Rajan is the Chairman of ECube Investment Advisors, a platform to catalyse ESG improvements. He has served the Tata Group as their Brand Custodian, Chief Ethics Officer, Chairman of the Tata Global Sustainability Council and Member of the Group Executive Council.

Col Kumar currently works as a strategic communications consultant, and he used to be the Head of Learning and Development at Tata Group Corporate Communication.

This book will empower corporate leaders to pull up their socks to begin addressing carbon emissions, lack of women’s participation in the workforce, under-representation of Dalits and Adivasis, exploitation of local communities, repression of union members, and other issues. The authors make it clear that compliance alone cannot be a driving force for companies to prioritize ESG metrics; ownership will come from linking these to their values and profits.

The authors draw considerably on their “experience of working for the Tatas”. The subject that they have chosen has wider implications, so they bring in examples from many other companies such as Marico, Unilever, PepsiCo, Nestlé, Amazon India, Flipkart, Mahindra & Mahindra, and The Gap Inc. This is, by no means, an exhaustive study of best practices. It will give you a flavour of what is possible, and inspire you to come up with solutions.

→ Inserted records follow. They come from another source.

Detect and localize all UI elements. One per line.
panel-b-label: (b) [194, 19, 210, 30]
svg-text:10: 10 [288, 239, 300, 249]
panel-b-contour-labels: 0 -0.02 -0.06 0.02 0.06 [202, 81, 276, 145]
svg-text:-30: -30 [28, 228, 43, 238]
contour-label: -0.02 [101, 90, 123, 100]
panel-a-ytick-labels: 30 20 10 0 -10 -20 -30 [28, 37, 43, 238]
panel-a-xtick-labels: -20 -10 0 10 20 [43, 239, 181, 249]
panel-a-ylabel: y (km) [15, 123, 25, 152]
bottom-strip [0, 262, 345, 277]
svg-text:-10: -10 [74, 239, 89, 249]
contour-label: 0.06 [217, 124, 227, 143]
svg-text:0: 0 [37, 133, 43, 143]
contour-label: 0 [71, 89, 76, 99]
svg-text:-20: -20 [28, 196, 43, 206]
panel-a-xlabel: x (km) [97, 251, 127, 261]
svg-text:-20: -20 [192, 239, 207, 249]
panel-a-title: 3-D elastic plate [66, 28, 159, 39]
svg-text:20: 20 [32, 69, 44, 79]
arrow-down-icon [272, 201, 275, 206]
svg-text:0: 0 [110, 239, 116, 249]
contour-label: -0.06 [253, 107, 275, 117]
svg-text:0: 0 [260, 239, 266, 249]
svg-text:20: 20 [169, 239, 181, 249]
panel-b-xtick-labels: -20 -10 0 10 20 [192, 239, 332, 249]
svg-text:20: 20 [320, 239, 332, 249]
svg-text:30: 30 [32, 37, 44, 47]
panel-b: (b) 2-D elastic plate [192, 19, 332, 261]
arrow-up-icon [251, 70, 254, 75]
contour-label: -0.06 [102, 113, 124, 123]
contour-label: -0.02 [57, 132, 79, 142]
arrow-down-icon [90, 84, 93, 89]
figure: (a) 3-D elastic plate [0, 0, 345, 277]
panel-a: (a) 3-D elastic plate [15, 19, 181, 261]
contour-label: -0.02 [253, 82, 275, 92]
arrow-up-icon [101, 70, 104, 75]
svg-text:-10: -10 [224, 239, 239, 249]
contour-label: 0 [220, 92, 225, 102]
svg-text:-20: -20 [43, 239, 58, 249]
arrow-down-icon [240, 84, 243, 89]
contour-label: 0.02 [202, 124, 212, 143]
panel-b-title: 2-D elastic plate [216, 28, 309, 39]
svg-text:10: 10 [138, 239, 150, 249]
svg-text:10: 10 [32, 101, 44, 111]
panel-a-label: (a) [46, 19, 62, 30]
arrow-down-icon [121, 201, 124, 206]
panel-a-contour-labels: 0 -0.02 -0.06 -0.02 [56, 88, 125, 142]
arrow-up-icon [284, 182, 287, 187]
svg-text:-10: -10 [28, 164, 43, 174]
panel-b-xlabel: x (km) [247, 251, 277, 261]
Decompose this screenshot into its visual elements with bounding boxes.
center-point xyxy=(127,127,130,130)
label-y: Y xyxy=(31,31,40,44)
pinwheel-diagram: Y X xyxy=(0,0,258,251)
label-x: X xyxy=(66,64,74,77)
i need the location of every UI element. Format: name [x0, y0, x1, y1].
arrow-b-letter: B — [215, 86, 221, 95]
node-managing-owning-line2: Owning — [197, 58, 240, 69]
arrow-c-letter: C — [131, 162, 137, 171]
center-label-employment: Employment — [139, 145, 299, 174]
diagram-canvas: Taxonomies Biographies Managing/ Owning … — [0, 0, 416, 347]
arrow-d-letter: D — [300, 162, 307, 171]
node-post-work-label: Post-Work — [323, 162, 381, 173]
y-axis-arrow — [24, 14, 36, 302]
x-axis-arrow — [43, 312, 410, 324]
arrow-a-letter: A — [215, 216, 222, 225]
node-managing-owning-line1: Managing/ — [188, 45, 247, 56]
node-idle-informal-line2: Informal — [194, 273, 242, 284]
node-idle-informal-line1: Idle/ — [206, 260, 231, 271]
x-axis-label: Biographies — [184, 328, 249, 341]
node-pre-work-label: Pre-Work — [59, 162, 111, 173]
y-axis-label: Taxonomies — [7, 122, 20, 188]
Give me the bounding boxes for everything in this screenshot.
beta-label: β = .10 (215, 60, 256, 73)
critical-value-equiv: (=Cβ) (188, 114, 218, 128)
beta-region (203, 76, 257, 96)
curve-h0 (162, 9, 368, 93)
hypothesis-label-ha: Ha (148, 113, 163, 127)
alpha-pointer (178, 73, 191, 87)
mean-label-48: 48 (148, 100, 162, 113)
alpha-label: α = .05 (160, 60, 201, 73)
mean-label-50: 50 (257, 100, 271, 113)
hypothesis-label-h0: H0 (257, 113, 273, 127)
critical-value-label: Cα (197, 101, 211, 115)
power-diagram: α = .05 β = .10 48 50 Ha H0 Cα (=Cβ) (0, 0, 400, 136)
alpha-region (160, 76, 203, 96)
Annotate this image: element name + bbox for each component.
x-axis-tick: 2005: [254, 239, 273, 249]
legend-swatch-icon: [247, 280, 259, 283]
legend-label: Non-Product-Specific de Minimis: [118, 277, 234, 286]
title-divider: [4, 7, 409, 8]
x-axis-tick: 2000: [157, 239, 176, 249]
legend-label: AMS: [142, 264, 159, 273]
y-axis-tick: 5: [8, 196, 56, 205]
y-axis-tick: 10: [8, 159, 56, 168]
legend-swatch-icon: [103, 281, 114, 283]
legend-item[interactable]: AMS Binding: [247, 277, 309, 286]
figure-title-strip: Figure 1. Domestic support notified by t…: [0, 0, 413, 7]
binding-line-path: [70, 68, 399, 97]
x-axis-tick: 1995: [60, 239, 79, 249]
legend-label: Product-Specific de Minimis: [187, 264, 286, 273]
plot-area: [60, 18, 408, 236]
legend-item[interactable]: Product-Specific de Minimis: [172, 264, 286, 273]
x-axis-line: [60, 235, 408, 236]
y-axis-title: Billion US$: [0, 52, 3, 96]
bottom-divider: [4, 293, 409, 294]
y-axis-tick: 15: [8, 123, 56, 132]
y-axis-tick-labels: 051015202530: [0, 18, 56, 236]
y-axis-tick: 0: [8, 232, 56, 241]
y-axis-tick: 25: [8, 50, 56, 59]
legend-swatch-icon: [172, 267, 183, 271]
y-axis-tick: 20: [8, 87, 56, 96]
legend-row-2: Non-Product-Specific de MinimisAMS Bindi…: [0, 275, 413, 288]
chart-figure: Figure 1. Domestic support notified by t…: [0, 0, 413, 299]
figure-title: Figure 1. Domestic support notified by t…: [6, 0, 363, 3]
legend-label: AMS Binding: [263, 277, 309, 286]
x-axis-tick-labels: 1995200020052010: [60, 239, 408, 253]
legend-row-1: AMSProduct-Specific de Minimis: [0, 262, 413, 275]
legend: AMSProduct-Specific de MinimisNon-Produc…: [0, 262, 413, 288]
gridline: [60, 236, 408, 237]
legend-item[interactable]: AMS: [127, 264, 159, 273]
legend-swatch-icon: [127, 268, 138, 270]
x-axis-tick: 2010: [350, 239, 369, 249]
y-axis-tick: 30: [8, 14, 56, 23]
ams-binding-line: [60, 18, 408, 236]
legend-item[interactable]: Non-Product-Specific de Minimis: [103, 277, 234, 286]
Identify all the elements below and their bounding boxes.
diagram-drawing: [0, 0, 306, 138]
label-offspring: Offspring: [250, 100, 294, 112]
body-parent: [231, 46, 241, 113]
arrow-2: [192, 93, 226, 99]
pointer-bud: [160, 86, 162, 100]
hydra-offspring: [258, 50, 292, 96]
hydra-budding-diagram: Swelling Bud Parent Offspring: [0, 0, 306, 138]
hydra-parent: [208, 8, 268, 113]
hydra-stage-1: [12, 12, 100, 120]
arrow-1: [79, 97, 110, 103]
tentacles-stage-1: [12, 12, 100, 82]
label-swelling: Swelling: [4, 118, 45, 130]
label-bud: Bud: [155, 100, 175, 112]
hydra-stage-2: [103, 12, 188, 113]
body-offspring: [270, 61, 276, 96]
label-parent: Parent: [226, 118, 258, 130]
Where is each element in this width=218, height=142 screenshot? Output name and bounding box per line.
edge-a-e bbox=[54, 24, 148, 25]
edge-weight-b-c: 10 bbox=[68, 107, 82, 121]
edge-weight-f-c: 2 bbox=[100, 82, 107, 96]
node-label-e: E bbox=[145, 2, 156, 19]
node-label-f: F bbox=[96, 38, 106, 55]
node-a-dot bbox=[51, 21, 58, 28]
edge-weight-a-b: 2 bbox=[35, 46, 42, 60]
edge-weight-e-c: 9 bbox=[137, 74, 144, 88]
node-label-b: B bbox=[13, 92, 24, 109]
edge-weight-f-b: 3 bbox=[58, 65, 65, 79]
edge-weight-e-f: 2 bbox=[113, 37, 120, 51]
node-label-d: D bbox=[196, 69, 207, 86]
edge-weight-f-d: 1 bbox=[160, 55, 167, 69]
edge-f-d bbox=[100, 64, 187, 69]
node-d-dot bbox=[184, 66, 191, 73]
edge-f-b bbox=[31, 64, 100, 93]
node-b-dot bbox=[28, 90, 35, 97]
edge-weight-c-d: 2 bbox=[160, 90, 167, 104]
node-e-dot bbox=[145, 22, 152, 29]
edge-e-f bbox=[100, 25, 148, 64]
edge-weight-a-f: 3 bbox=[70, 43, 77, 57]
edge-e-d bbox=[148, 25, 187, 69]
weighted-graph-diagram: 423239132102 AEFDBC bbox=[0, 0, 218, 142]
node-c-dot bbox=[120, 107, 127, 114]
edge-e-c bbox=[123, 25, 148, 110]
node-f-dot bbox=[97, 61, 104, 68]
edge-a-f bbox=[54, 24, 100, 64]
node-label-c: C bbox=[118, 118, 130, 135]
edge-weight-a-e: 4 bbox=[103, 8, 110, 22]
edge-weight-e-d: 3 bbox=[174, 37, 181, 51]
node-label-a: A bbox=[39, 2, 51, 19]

One of the most unusual examples here has to do with Discovery, a life and health insurance company in South Africa “that has the stated purpose of making people healthier.” This might seem counter-intuitive because an insurance company typically benefits “when subscribers seek out products as a hedge against their possible ill-health.” Discovery has integrated economic incentives for customers to adopt behaviours reducing healthcare costs.

How does an insurance company gain from increasing the life expectancy of customers? Rajan and Col. Kumar write, “Discovery is able to offer its insurance products at lower premia while sustaining superior profitability tied directly to the social impact created by delivering on its purpose…The social impact Discovery creates – improving health – is central to its strategic positioning and creates shared value for both society and its shareholders.”

This book offers wise counsel to businesses starting out on their ESG journeys, urging them to learn about the India Climate Collaborative, India CEO Forum on Climate Change, and the Confederation of Indian Industry’s CII-Sohrabji Godrej Green Business Centre. It also brings forth insights from the World Health Organization, the World Bank, the Centre for Science and Environment, The Energy and Resources Institute, and the National Green Tribunal.

Apart from this, the authors recommend getting familiar with the United Nations Sustainable Development Goals and the UN Guiding Principles on Business and Human Rights in addition to ESG Reporting and Assessment Frameworks and Standards that have been developed by the Global Reporting Initiative, the Sustainability Accounting Standards Board, the International Integrated Reporting Council and the International Standards Organization.

The amount of research that has gone into this book is remarkable. If you have the time and inclination, read the notes compiled by the authors after the concluding chapter. They will lead you to a variety of reports, white papers, books, documents, surveys, journal articles and roundtable proceedings that will sharpen your understanding of ESG even further.

This book suggests that companies will have to make this effort sooner or later because defaulting on ESG criteria can lead to massive drops in market value. Companies that want to be part of global supply chains or seek foreign investment will also have to pay more attention to their performance on ESG metrics, else they might lose out against competitors. In the years to come, they will face more pressure from activists, customers and regulators.

While this book is a terrific resource, it unfortunately leaves out two major groups that ought to be part of diversity and inclusion policies in companies that want to jump onto the ESG bandwagon. These are persons with disabilities, and LGBTQIA+ people. Hopefully, the authors will address these gaps, and the next edition of the book will be even better.